Celebrating 70 years since discovery of the Dead Sea Scrolls

Two Dead Sea Scrolls to go on display for the first time in new Denver exhibit

Israel Antiquities Authority stages massive six-month show, featuring a three-ton stone from the Western Wall and 18 other Dead Sea Scrolls

Deputy Editor Amanda Borschel-Dan is the host of The Times of Israel's Daily Briefing and What Matters Now podcasts and heads up The Times of Israel's Jewish World and Archaeology coverage.

  • Part of the Dead Sea Scrolls Exhibition in the Denver Museum of Nature and Science. (Yoli Shwartz, Israel Antiquities Authority)
    Part of the Dead Sea Scrolls Exhibition in the Denver Museum of Nature and Science. (Yoli Shwartz, Israel Antiquities Authority)
  • Conserving the Scrolls at the Israel Antiquities Authority laboratories in Jerusalem. (Shai Halevi, Israel Antiquities Authorit)
    Conserving the Scrolls at the Israel Antiquities Authority laboratories in Jerusalem. (Shai Halevi, Israel Antiquities Authorit)
  • Israel Antiquities Authority exhibition at the Denver Museum of Nature and Science. (Yoli Shwartz, Israel Antiquities Authority)
    Israel Antiquities Authority exhibition at the Denver Museum of Nature and Science. (Yoli Shwartz, Israel Antiquities Authority)
  • Israel Antiquities Authority conservator Tatiana Treiger holds a fragment of the Tohorot scroll, on public display for the first time at the Denver Museum of Nature and Science. (Yoli Shwartz, Israel Antiquities Authority)
    Israel Antiquities Authority conservator Tatiana Treiger holds a fragment of the Tohorot scroll, on public display for the first time at the Denver Museum of Nature and Science. (Yoli Shwartz, Israel Antiquities Authority)

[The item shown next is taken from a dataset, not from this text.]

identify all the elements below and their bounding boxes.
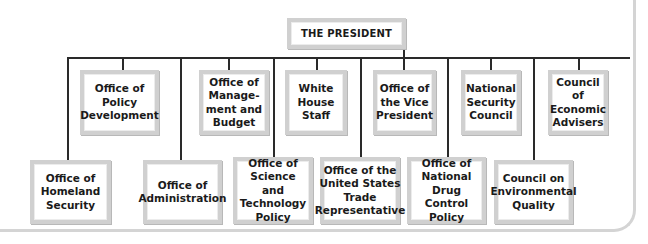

Two Dead Sea Scrolls will be shown for the first time in an unprecedentedly large-scale Israel Antiquities Authority exhibition in Denver, Colorado. The two scrolls will be presented along with a three-ton stone from the Western Wall, some 600 artifacts from the biblical to Bar Kochba periods, and 18 other Dead Sea Scrolls in an exhibit set to run for six months, starting Friday.

The unveiling of two new fragments is fitting in a year celebrating the 70th anniversary of what is arguably the most important archaeological find of the 20th century.

The first scroll, designated Scroll 4Q274 Tohorot (Purities) A, deals with the rules of ritual purity. It was written at the end of the first century BCE, in Second Temple-period Hebrew.

Fragments of the Musar leMevin scroll (Instruction for them who understand), on display at the Denver Museum of Nature and Science for the first time. (Shai Halevi, Leon Levy Dead Sea Scrolls Digital Library)

According to an IAA press release on the exhibit, the scroll foreshadows later rabbinic writings and states that “ritually impure individuals had to be isolated not only from those who were ritually pure, but also from those with a different form of impurity.” The notion of purity and impurity is borne out by archaeological artifacts from the period, including the prominence of stone vessels, which cannot become impure.

The second “new” manuscript is Scroll 4Q418, “Musar leMevin” (Instruction to  One Who Understands), which is wisdom literature and was also written at the end of the 1st century BCE. According to the IAA, the scroll is similar in character to the biblical book of Proverbs, but also contains apocalyptic messages.

It is written in the format of a sage instructing a disciple in the word of God on how to become righteous and avoid evil, in daily life, marriage and business. “One unusual characteristic of this work is the constant repetition of the Hebrew phrase raz nihyeh, a term whose meaning is still a matter of scholarly debate,” states the IAA release. “Some scholars translate it as ‘the secret of existence,’ but it can also mean ‘the approaching mystery.'”

Israel Antiquities Authority exhibition at the Denver Museum of Nature and Science. (Yoli Shwartz, Israel Antiquities Authority)

Other artifacts of interest include a First Temple era royal estate’s large lintel and a document from the Bar-Kokhba Revolt (132–135 CE).

Rotating exhibition to preserve the scrolls

The 20 Dead Sea Scrolls will be displayed in two groups of 10 at a time, in a rotation of three months each. Upon their return to Israel, the scrolls, written on parchment and papyrus, will be placed for five years in the IAA’s Dead Sea Scroll vault, which is climate-controlled to mimic the conditions of the Judean Desert’s Qumran caves — dark and dry.

The displayed manuscripts exhibit the main forms of known scroll literary genre, including biblical, extra-biblical and sectarian scrolls. According to the IAA, “They present a unique picture of the spectrum of religious beliefs in Judah in ancient times as well as daily life in the stormy Second Temple period.”

Israel Antiquities Authority conservator Tatiana Treiger holds a fragment of the Tohorot scroll, on public display for the first time at the Denver Museum of Nature and Science. (Yoli Shwartz, Israel Antiquities Authority)

For those lucky enough to be in the Denver, Colorado, area in the next six months, they can be viewed in person. For all other curious readers, the IAA’s Leon Levy Dead Sea Scrolls Digital Library is working towards a comprehensive collection, but even now contains information and images of some 1,000 manuscripts.